The required output is the line containing "What do you see at coordinates (944, 174)" followed by every line after it to the end of the listing, each written out exactly.

--------------------------------

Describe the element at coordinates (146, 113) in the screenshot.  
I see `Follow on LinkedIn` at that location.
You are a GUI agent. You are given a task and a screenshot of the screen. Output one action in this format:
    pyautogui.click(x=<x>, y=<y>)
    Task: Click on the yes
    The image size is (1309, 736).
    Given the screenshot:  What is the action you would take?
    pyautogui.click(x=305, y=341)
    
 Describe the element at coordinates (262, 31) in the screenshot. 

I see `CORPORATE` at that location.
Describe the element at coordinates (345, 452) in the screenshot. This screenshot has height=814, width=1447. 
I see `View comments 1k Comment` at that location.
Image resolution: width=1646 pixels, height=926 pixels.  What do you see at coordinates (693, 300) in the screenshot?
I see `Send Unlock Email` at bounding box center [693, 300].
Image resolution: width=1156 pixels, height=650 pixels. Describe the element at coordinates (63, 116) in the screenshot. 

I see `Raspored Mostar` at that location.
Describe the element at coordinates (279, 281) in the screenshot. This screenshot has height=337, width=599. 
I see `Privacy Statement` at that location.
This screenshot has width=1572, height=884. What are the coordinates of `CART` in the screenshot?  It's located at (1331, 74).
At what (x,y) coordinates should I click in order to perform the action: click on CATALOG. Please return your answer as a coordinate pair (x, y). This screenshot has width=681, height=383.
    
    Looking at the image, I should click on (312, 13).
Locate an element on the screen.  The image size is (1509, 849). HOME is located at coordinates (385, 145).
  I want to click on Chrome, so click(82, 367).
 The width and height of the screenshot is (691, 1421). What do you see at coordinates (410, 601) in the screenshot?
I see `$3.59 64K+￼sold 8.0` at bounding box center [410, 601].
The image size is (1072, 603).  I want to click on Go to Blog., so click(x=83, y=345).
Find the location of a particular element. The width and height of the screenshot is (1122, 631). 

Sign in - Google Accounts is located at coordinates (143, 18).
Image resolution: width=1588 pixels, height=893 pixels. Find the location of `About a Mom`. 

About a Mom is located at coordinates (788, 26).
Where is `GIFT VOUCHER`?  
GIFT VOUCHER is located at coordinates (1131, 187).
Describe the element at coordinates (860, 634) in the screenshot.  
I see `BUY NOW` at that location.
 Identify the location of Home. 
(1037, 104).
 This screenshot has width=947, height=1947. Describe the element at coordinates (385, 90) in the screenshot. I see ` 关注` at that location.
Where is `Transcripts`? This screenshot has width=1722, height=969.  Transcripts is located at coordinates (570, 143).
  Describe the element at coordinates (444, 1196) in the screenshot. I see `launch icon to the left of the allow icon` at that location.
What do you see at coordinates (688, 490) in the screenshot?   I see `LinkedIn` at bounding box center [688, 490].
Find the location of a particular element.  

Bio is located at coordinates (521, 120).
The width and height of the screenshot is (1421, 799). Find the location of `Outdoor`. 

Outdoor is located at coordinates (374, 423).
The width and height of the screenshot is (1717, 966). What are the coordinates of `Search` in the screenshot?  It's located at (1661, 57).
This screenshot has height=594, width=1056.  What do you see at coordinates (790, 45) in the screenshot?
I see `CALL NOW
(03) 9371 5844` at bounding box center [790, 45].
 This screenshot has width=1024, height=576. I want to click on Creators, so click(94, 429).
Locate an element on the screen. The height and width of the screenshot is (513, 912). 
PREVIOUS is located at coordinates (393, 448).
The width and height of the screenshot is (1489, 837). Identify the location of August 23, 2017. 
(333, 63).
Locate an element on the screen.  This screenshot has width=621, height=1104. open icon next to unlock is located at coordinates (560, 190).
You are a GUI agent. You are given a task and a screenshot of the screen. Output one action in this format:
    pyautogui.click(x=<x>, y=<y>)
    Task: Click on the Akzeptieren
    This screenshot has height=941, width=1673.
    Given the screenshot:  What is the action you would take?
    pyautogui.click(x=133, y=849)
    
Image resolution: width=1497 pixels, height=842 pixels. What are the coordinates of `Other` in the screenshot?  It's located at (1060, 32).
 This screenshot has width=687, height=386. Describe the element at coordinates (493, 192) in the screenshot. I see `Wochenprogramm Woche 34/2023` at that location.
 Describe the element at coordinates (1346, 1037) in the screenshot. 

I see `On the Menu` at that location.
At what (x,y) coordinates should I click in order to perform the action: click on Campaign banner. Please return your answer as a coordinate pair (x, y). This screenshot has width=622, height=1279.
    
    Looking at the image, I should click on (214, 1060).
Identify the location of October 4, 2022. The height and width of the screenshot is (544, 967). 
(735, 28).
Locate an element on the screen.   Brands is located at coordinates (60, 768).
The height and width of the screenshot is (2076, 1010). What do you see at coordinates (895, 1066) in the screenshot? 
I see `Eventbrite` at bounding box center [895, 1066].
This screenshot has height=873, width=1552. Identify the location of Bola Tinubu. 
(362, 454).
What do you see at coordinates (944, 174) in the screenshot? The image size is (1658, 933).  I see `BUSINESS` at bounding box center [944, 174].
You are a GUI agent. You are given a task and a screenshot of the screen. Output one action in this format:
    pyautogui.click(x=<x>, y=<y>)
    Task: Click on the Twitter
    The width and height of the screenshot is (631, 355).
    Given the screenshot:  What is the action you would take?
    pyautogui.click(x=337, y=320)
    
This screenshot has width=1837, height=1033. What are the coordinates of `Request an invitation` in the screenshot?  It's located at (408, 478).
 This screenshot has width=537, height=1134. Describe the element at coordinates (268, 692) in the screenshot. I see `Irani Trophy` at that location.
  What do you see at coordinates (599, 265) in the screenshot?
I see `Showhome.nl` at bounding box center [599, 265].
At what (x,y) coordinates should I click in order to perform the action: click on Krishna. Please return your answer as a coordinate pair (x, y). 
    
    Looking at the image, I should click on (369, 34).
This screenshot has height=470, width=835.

--------------------------------

**Output of the task**
What do you see at coordinates (944, 174) in the screenshot? The image size is (1658, 933).  I see `BUSINESS` at bounding box center [944, 174].
You are a GUI agent. You are given a task and a screenshot of the screen. Output one action in this format:
    pyautogui.click(x=<x>, y=<y>)
    Task: Click on the Twitter
    The width and height of the screenshot is (631, 355).
    Given the screenshot:  What is the action you would take?
    pyautogui.click(x=337, y=320)
    
This screenshot has width=1837, height=1033. What are the coordinates of `Request an invitation` in the screenshot?  It's located at (408, 478).
 This screenshot has width=537, height=1134. Describe the element at coordinates (268, 692) in the screenshot. I see `Irani Trophy` at that location.
  What do you see at coordinates (599, 265) in the screenshot?
I see `Showhome.nl` at bounding box center [599, 265].
At what (x,y) coordinates should I click in order to perform the action: click on Krishna. Please return your answer as a coordinate pair (x, y). 
    
    Looking at the image, I should click on (369, 34).
This screenshot has height=470, width=835.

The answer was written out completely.